Altering the font size for the Emacs minibuffer se

2019-04-26 15:39发布

问题:

I've been attempting to alter the font / face for the emacs minibuffer separately from emacs default fonts, but without much luck.

Specifically, I'm interested in making the minibuffer font size larger for use with the emacs MULE as, with my current font setting or if I'm using emacs on a "netbook" screen, sometimes the character selection options in the MULE are a bit small.

Options easily accessed within emacs are the minibuffer-prompt & minibuffer-prompt-properties, but these are only for command prompts and not the regular minibuffer text.

There seem to be a number of minibuffer variables listed in emacs for creating minibuffer frames, or getting contents from minibuffer windows, etc.. but these do not pertain to altering the minibuffer face. Is it even possible to alter the minibuffer face separately from the default emacs?

An interesting option is the oneonone emacs http://www.emacswiki.org/emacs/OneOnOneEmacs project. But could the dedicated minibuffer frame be altered? Also before I alter my current emacs set-up that drastically, I'd hope to be able to just alter fonts first or create my own alterable minibuffer frame, etc...

Any help and/or creative ideas would be greatly appreciated.

回答1:

You can add customization to the minibuffer through the minibuffer-setup-hook. In there, you can do some face remapping like so:

(add-hook 'minibuffer-setup-hook 'my-minibuffer-setup)
(defun my-minibuffer-setup ()
       (set (make-local-variable 'face-remapping-alist)
          '((default :height 2.0))))

Change the body of the my-minibuffer-setup as desired. The above doubles the height of the default face.



回答2:

Yes, you can easily customize the properties of a standalone minibuffer frame, including its default face and font.

You can customize the OneOnOneEmacs user option 1on1-minibuffer-frame-alist. (Or you can customize the standard option minibuffer-frame-alist -- its frame parameter values are used as defaults by 1on1-minibuffer-frame-alist.)

The font frame parameter is the one that controls the font (duh). So you would customize option 1on1-minibuffer-frame-alist, changing its setting for the font.

Alternatively, you can just set 1on1-minibuffer-frame-font to the font you want -- it is used as the default value for the font setting by 1on1-minibuffer-frame-alist whenever there is no explicit font setting in minibuffer-frame-alist. For example:

    (setq 1on1-minibuffer-frame-font
          "-*-Lucida Console-normal-r-*-*-14-112-96-96-c-*-iso8859-1")

If you do not want to use a standalone minibuffer frame then see Trey's answer.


> [Prompt]
Exclude the pictures and repeat all of the data exactly.

Figure record listings:
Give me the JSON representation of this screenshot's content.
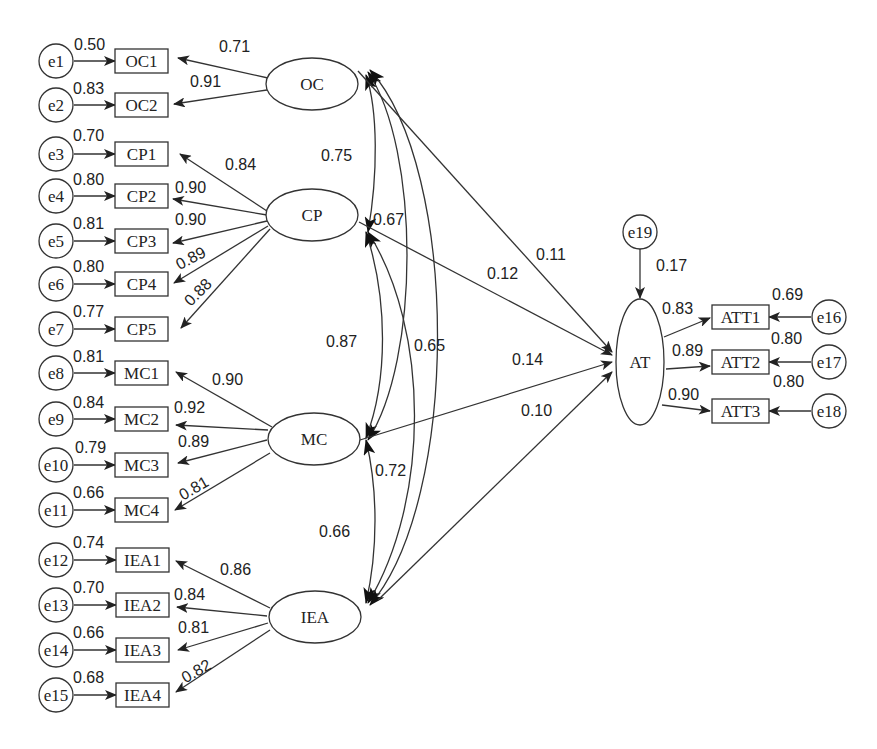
{
  "diagram": {
    "type": "structural-equation-model",
    "latents": [
      {
        "id": "OC",
        "label": "OC"
      },
      {
        "id": "CP",
        "label": "CP"
      },
      {
        "id": "MC",
        "label": "MC"
      },
      {
        "id": "IEA",
        "label": "IEA"
      },
      {
        "id": "AT",
        "label": "AT"
      }
    ],
    "indicators": [
      {
        "label": "OC1",
        "error": "e1",
        "r2": "0.50",
        "loading": "0.71",
        "latent": "OC"
      },
      {
        "label": "OC2",
        "error": "e2",
        "r2": "0.83",
        "loading": "0.91",
        "latent": "OC"
      },
      {
        "label": "CP1",
        "error": "e3",
        "r2": "0.70",
        "loading": "0.84",
        "latent": "CP"
      },
      {
        "label": "CP2",
        "error": "e4",
        "r2": "0.80",
        "loading": "0.90",
        "latent": "CP"
      },
      {
        "label": "CP3",
        "error": "e5",
        "r2": "0.81",
        "loading": "0.90",
        "latent": "CP"
      },
      {
        "label": "CP4",
        "error": "e6",
        "r2": "0.80",
        "loading": "0.89",
        "latent": "CP"
      },
      {
        "label": "CP5",
        "error": "e7",
        "r2": "0.77",
        "loading": "0.88",
        "latent": "CP"
      },
      {
        "label": "MC1",
        "error": "e8",
        "r2": "0.81",
        "loading": "0.90",
        "latent": "MC"
      },
      {
        "label": "MC2",
        "error": "e9",
        "r2": "0.84",
        "loading": "0.92",
        "latent": "MC"
      },
      {
        "label": "MC3",
        "error": "e10",
        "r2": "0.79",
        "loading": "0.89",
        "latent": "MC"
      },
      {
        "label": "MC4",
        "error": "e11",
        "r2": "0.66",
        "loading": "0.81",
        "latent": "MC"
      },
      {
        "label": "IEA1",
        "error": "e12",
        "r2": "0.74",
        "loading": "0.86",
        "latent": "IEA"
      },
      {
        "label": "IEA2",
        "error": "e13",
        "r2": "0.70",
        "loading": "0.84",
        "latent": "IEA"
      },
      {
        "label": "IEA3",
        "error": "e14",
        "r2": "0.66",
        "loading": "0.81",
        "latent": "IEA"
      },
      {
        "label": "IEA4",
        "error": "e15",
        "r2": "0.68",
        "loading": "0.82",
        "latent": "IEA"
      },
      {
        "label": "ATT1",
        "error": "e16",
        "r2": "0.69",
        "loading": "0.83",
        "latent": "AT"
      },
      {
        "label": "ATT2",
        "error": "e17",
        "r2": "0.80",
        "loading": "0.89",
        "latent": "AT"
      },
      {
        "label": "ATT3",
        "error": "e18",
        "r2": "0.80",
        "loading": "0.90",
        "latent": "AT"
      }
    ],
    "structural_error": {
      "label": "e19",
      "r2": "0.17"
    },
    "paths": [
      {
        "from": "OC",
        "to": "AT",
        "value": "0.11"
      },
      {
        "from": "CP",
        "to": "AT",
        "value": "0.12"
      },
      {
        "from": "MC",
        "to": "AT",
        "value": "0.14"
      },
      {
        "from": "IEA",
        "to": "AT",
        "value": "0.10"
      }
    ],
    "correlations": [
      {
        "a": "OC",
        "b": "CP",
        "value": "0.75"
      },
      {
        "a": "CP",
        "b": "MC",
        "value": "0.87"
      },
      {
        "a": "OC",
        "b": "MC",
        "value": "0.67"
      },
      {
        "a": "CP",
        "b": "IEA",
        "value": "0.65"
      },
      {
        "a": "MC",
        "b": "IEA",
        "value": "0.66"
      },
      {
        "a": "OC",
        "b": "IEA",
        "value": "0.72"
      }
    ]
  }
}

> [Solution]
Give me the JSON representation of this screenshot's content.
{
  "diagram": {
    "type": "structural-equation-model",
    "latents": [
      {
        "id": "OC",
        "label": "OC"
      },
      {
        "id": "CP",
        "label": "CP"
      },
      {
        "id": "MC",
        "label": "MC"
      },
      {
        "id": "IEA",
        "label": "IEA"
      },
      {
        "id": "AT",
        "label": "AT"
      }
    ],
    "indicators": [
      {
        "label": "OC1",
        "error": "e1",
        "r2": "0.50",
        "loading": "0.71",
        "latent": "OC"
      },
      {
        "label": "OC2",
        "error": "e2",
        "r2": "0.83",
        "loading": "0.91",
        "latent": "OC"
      },
      {
        "label": "CP1",
        "error": "e3",
        "r2": "0.70",
        "loading": "0.84",
        "latent": "CP"
      },
      {
        "label": "CP2",
        "error": "e4",
        "r2": "0.80",
        "loading": "0.90",
        "latent": "CP"
      },
      {
        "label": "CP3",
        "error": "e5",
        "r2": "0.81",
        "loading": "0.90",
        "latent": "CP"
      },
      {
        "label": "CP4",
        "error": "e6",
        "r2": "0.80",
        "loading": "0.89",
        "latent": "CP"
      },
      {
        "label": "CP5",
        "error": "e7",
        "r2": "0.77",
        "loading": "0.88",
        "latent": "CP"
      },
      {
        "label": "MC1",
        "error": "e8",
        "r2": "0.81",
        "loading": "0.90",
        "latent": "MC"
      },
      {
        "label": "MC2",
        "error": "e9",
        "r2": "0.84",
        "loading": "0.92",
        "latent": "MC"
      },
      {
        "label": "MC3",
        "error": "e10",
        "r2": "0.79",
        "loading": "0.89",
        "latent": "MC"
      },
      {
        "label": "MC4",
        "error": "e11",
        "r2": "0.66",
        "loading": "0.81",
        "latent": "MC"
      },
      {
        "label": "IEA1",
        "error": "e12",
        "r2": "0.74",
        "loading": "0.86",
        "latent": "IEA"
      },
      {
        "label": "IEA2",
        "error": "e13",
        "r2": "0.70",
        "loading": "0.84",
        "latent": "IEA"
      },
      {
        "label": "IEA3",
        "error": "e14",
        "r2": "0.66",
        "loading": "0.81",
        "latent": "IEA"
      },
      {
        "label": "IEA4",
        "error": "e15",
        "r2": "0.68",
        "loading": "0.82",
        "latent": "IEA"
      },
      {
        "label": "ATT1",
        "error": "e16",
        "r2": "0.69",
        "loading": "0.83",
        "latent": "AT"
      },
      {
        "label": "ATT2",
        "error": "e17",
        "r2": "0.80",
        "loading": "0.89",
        "latent": "AT"
      },
      {
        "label": "ATT3",
        "error": "e18",
        "r2": "0.80",
        "loading": "0.90",
        "latent": "AT"
      }
    ],
    "structural_error": {
      "label": "e19",
      "r2": "0.17"
    },
    "paths": [
      {
        "from": "OC",
        "to": "AT",
        "value": "0.11"
      },
      {
        "from": "CP",
        "to": "AT",
        "value": "0.12"
      },
      {
        "from": "MC",
        "to": "AT",
        "value": "0.14"
      },
      {
        "from": "IEA",
        "to": "AT",
        "value": "0.10"
      }
    ],
    "correlations": [
      {
        "a": "OC",
        "b": "CP",
        "value": "0.75"
      },
      {
        "a": "CP",
        "b": "MC",
        "value": "0.87"
      },
      {
        "a": "OC",
        "b": "MC",
        "value": "0.67"
      },
      {
        "a": "CP",
        "b": "IEA",
        "value": "0.65"
      },
      {
        "a": "MC",
        "b": "IEA",
        "value": "0.66"
      },
      {
        "a": "OC",
        "b": "IEA",
        "value": "0.72"
      }
    ]
  }
}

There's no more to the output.